Patience, Grasshopper.
The purpose of these hearings is to "energize the base," pol-talk for getting our side to get off their butts to vote in the mid-terms. The hearings are not designed to change minds about who to vote for, but they are intended to change minds about whether to vote. That is, to some extent, an exercise in pot-boiling, and I have no problem keeping the people riled.
Last night, Bill Maher had Ms. Conway on his panel. She's an abomination, and I skipped most of that segment of the show. But I'm glad she was on, because it helped to pluck my - and I hope others' - "Vote Blue No Matter Who" string one more time.
I've heard it said that the purpose of the hearings is to give DOJ information it can use to prosecute Trump and his minions. Maybe, but the information could be given quietly, so, to the extent the DOJ is a target, the aim is to create political pressure on A.G. Garland. I can't say I approve, but demanding anything like ethical purity from pols of either party is a fool's errand. I still think the principal purpose of the hearing is to stoke anti-Trump sentiment.
Before I fast-forwarded last night, Conway tried to portray the Dems' citing 1/6 as a reason to vote against Trump as somehow disreputable. She called it "saying the quite part out loud." But if an attempt to destroy our political system doesn't raise a "political" issue, what should? (As I said, she's a really dreadful person. The more we see of her going into the elections, the better.)
To the extent that the Committee is actually doing substantive work, I disagree that there is a distinction between "rehashing what happened" and trying to figure out how to keep it from happening again. Didn't someone say something about what happens if we don't study history?
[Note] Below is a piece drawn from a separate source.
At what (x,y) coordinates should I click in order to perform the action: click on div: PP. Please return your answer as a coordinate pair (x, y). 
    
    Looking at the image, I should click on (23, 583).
FWIW, I will offer one suggestion to the Committee, which it cannot implement and probably cannot recommend: fixing the filibuster. We got Trump because government was dysfunctional, and it was dysfunctional because the Republicans used the non-talking filibuster to throw sand in the gears and then pretend that the party with fifty-one senators was "in charge" and, therefore, responsible for nothing getting done. If the Senate restores the talking filibuster, Congress will spring back to life, compromise will become a good thing, and the republic will be saved from demagogues like Trump. If not, then not.